I knelt in front of her, rested my arms on her lap, on her warm legs. “Laurie, I’m sorry. I’m truly sorry I didn’t tell you. But I can’t undo that now. The important thing is, I need to know you understand: my father, my grandfather—I’m not them. I need to know you believe that.”

“I do. I mean, I guess I do—of course I do. I don’t know, Andy, it’s late. I have to get some sleep. I can’t do this now. I’m too tired.”

“Laurie, you know me. Look at me.

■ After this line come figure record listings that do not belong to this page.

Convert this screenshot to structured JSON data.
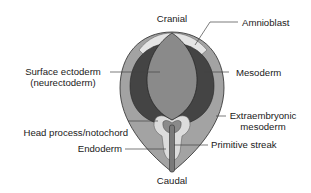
{
  "diagram": {
    "labels": {
      "cranial": "Cranial",
      "caudal": "Caudal",
      "amnioblast": "Amnioblast",
      "surface_ectoderm_line1": "Surface ectoderm",
      "surface_ectoderm_line2": "(neurectoderm)",
      "mesoderm": "Mesoderm",
      "extraembryonic_line1": "Extraembryonic",
      "extraembryonic_line2": "mesoderm",
      "head_process": "Head process/notochord",
      "endoderm": "Endoderm",
      "primitive_streak": "Primitive streak"
    },
    "colors": {
      "outer_extraembryonic": "#a3a3a3",
      "amnioblast": "#e4e4e4",
      "mesoderm": "#444444",
      "surface_ectoderm": "#8a8a8a",
      "endoderm": "#dcdcdc",
      "outline": "#2a2a2a",
      "leader_line": "#444444"
    }
  }
}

You know me.”

She studied my face.

From this close I was surprised to discover she looked rather old and exhausted, and I thought it had been selfish of me and a little cruel to unload this on her now, in the middle of the night after the worst day of her life, just to get it off my chest, to ease my own mind. And I remembered her. I remembered the girl with brown legs sitting on a beach towel on Old Campus freshman year, the girl so far out of my league that she was actually easy to talk to because there was nothing to lose. At seventeen, I knew: my entire childhood had been just a prelude to this girl. I had never felt anything like it, and still haven’t. I felt changed by her, physically. Not sexually, though we had sex everywhere, like minks, in the library stacks, in an empty classroom, her car, her family’s beach house, even a cemetery. It was more: I became a different person, myself, the person I am now. And everything that came after—my family, my home, our entire life together—was a gift she gave me. The spell lasted thirty-four years. Now, at fifty-one, I saw her as she actually was, finally. It came as a surprise: no longer the shining girl, she was just a woman after all.